In this potent mix, a reasonably fair election that, nevertheless, is seen not to reflect the face of Kenya, could be big trouble. A disputed election, as in 2007 and 2017, will be a major disaster. A brazenly stolen vote would be next-level catastrophe.
It doesn’t have to be. The BBI amendment was trying to solve a problem, to which there are possible political solutions.
The PDP, which led post-Cold War democratic Nigeria from 1999 under Obasanjo to 2015, when its leader Goodluck Jonathan lost to President Buhari, had a policy of rotating the presidency between candidates from the predominantly Christian south and the predominantly Muslim north.
It helped to heal Kenya-like social and political fractures until the party floundered on the incompetence and corruption of its leadership.
Kenya also has a few county governors, who have built models of cohesive and inclusive governance that national politics could steal from. The Court of Appeal merely sent everyone back to this starting line.
If you started flying after September 2001, you missed out on an experience. This weekend marks the 20th anniversary of the September 11, 2001 (9/11) attacks, when terrorists hijacked four aircraft to crash them into landmark American buildings. - @bankelele
It was a day that changed the aviation industry forever.
People who grew up and started flying in the last 20 years may not know that the requirements of several security checks, removing shoes and not carrying liquids through airports and onto planes may still seem abnormal for those who had flown before 9/11.
A booming shadow industry of Twitter influencers for hire funded by faceless agencies has been behind the highly co-ordinated harassment and disinformation campaigns aimed at changing the country’s political direction as we head to the 2022 polls. - @NationAfrica
Twitter has suspended 100 users from Kenya after an investigation showed that their accounts had violated the platforms manipulation and spam policy through tweeting pre-determined hashtags meant to misinform the public or attack certain personalities.
The decision by Twitter was taken after a three-month investigation by American internet provision company Mozilla. The probe showed that Kenyan influencers are being paid between Sh1,000 to Sh1,500 to participate in three campaigns per day on Twitter.
Credit providers will now require written consent from borrowers to have their information shared with other lenders. - @StandardKenya
It will also be unlawful for creditors to request more than the necessary information as stipulated in a code of conduct launched by the Credit Information Sharing Association of Kenya (CIS Kenya).

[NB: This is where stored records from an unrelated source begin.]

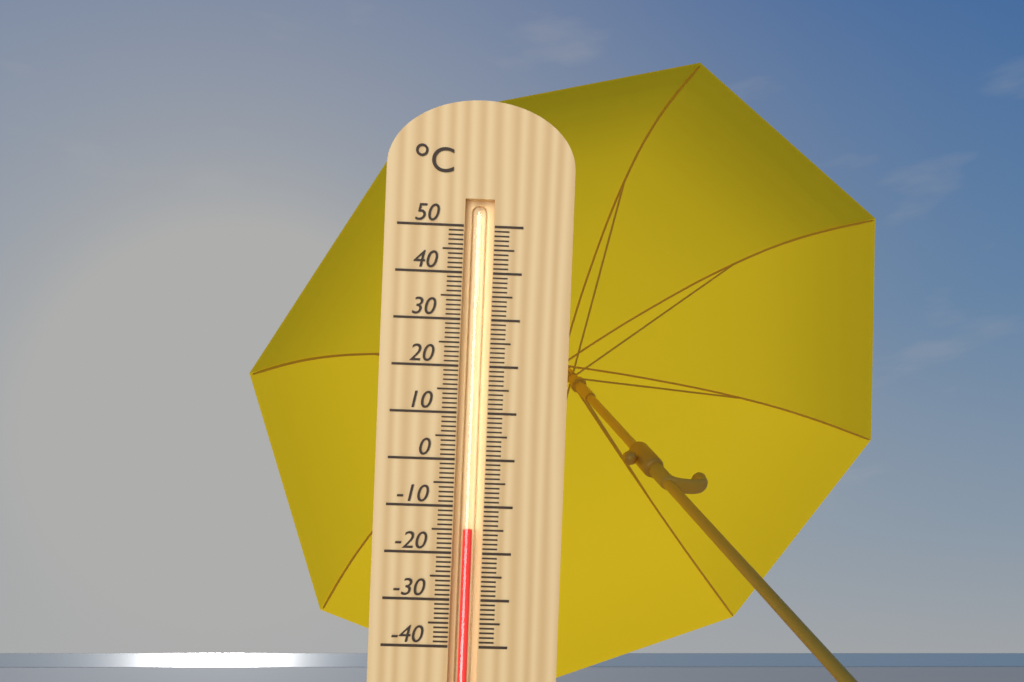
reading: -15 °C
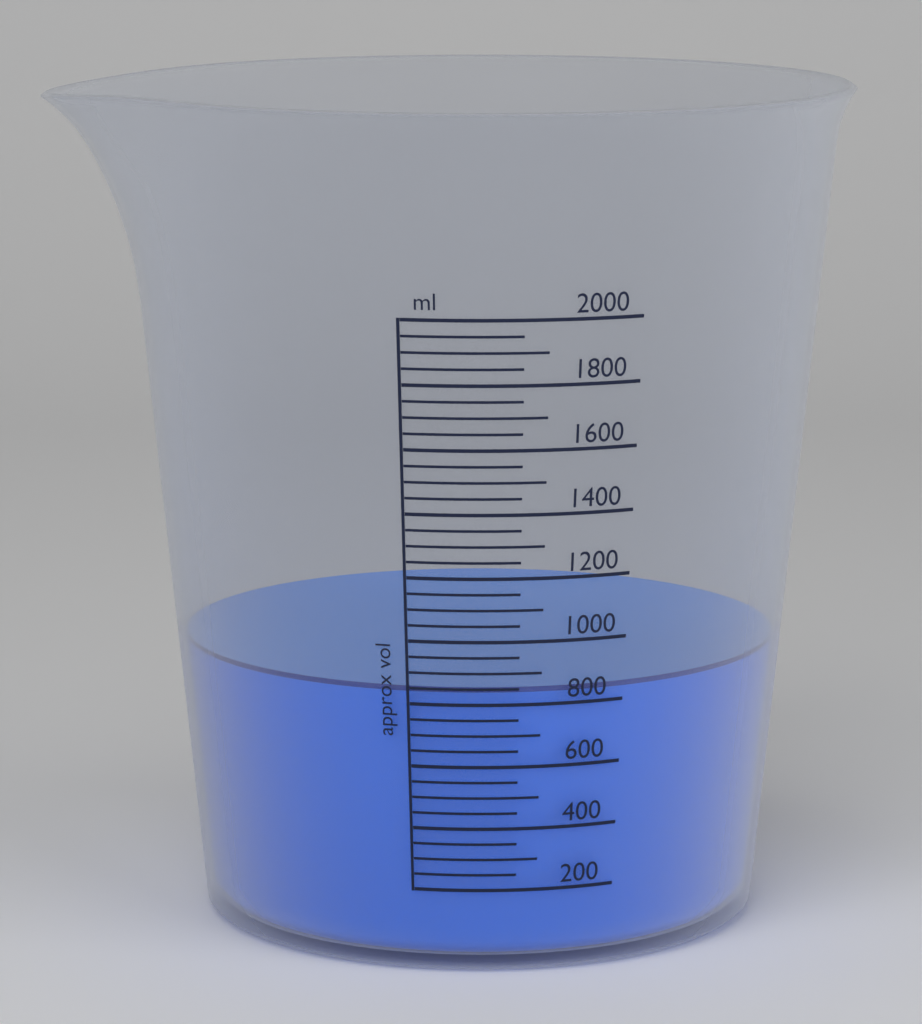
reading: 850 ml
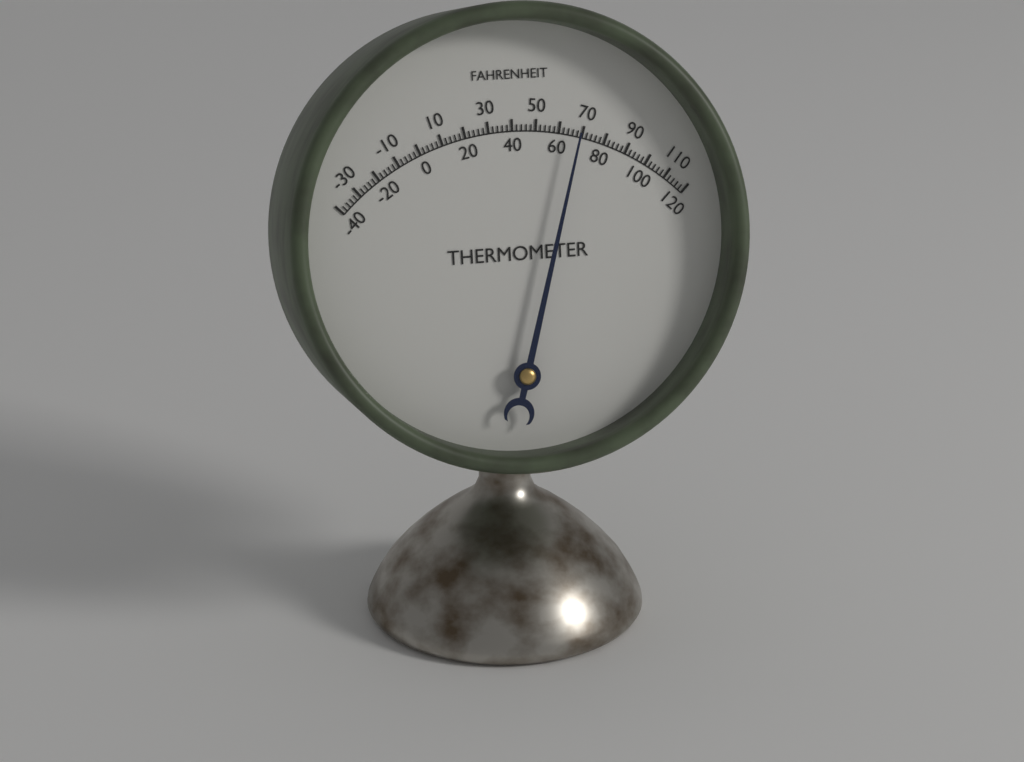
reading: 68 °F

The document was unveiled yesterday to guide the industry on how information is shared among them under the Banking (Credit Reference Bureau) Regulations, 2020 and @CBKKenya has given a nod to the code of conduct.

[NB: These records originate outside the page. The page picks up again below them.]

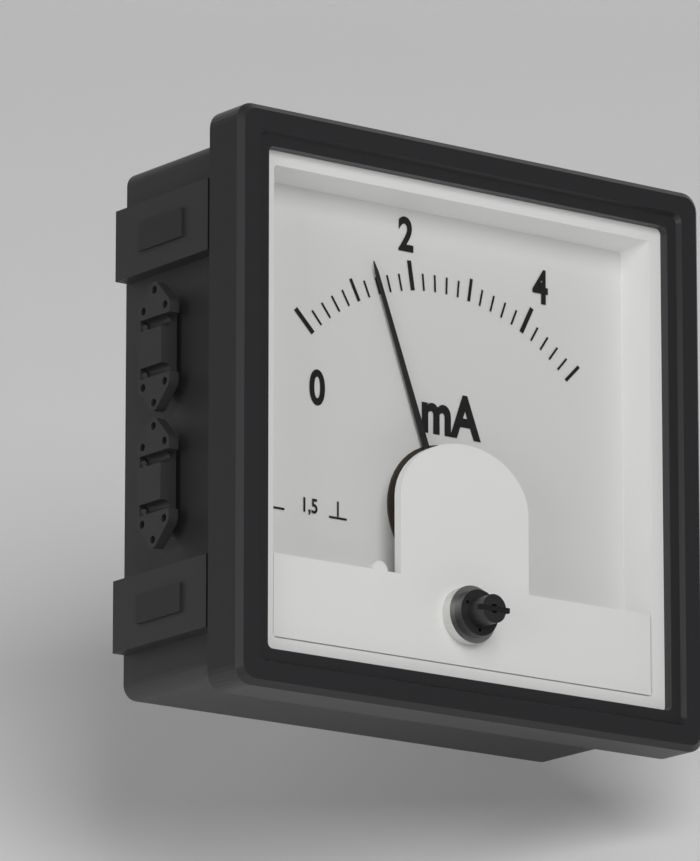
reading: 1.4 mA
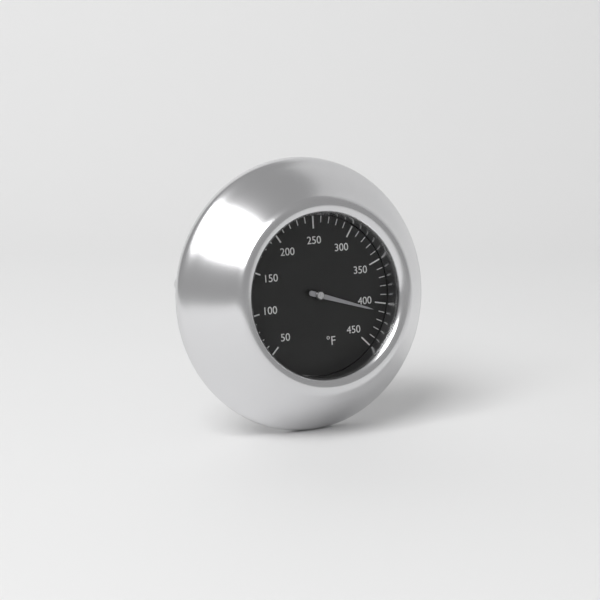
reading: 410 °F
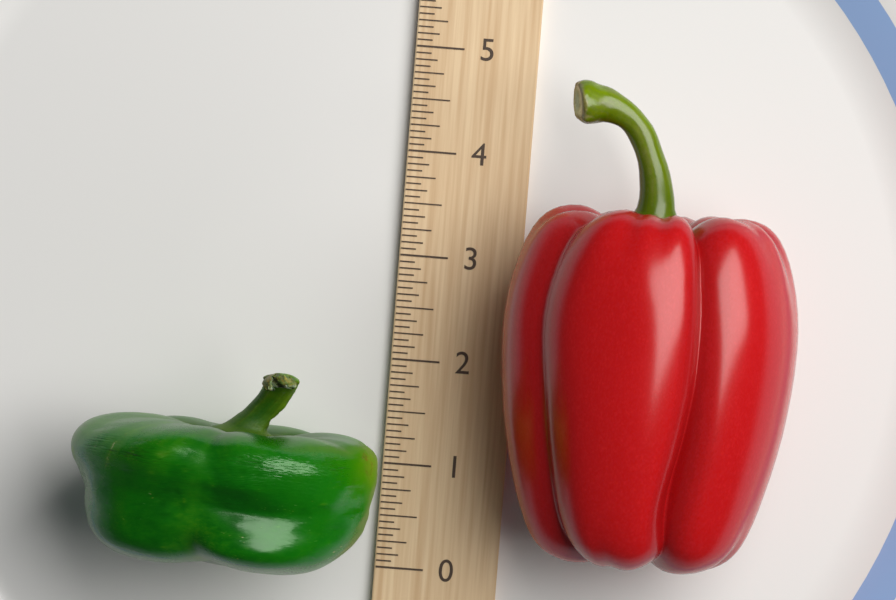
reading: 1.8750 (no unit)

Kenya's charismatic species such as elephants, rhinos, lions, giraffe, Grevy’s zebra, and hirola have increased, the findings of the first-ever census shows. - @TheStarKenya
However, there were relatively lower records of the plain game species, the National Wildlife Census 2021 report which was unveiled on Monday shows.
Over 30 mammal species, birds and marine species were counted in various ecosystems during the census that was launched by Tourism CS Najib Balala on May 7 at Shimba Hills National Reserve in Kwale county.
In December last year, while on his death-bed, Dr Stephen Mogusu managed to contact @NationAfrica. In a long message, he left behind a grim, detailed picture of what President Uhuru’s ‘golden baby’ -- the Universal Health Coverage (UHC) programme -- had become. - @LeonLidigu
All the gallant frontline warrior wanted was for things to be better for many Kenyans as well as the doctors seeking affordable health services, but eight months after his death, things seem to have gone from bad to worse.
“I contracted the virus ... sasa niko (I am in) self-isolation ... I have never seen death this close in my life…" were some of the last sentences Dr. Mogusu could piece together before the virus overpowered his body.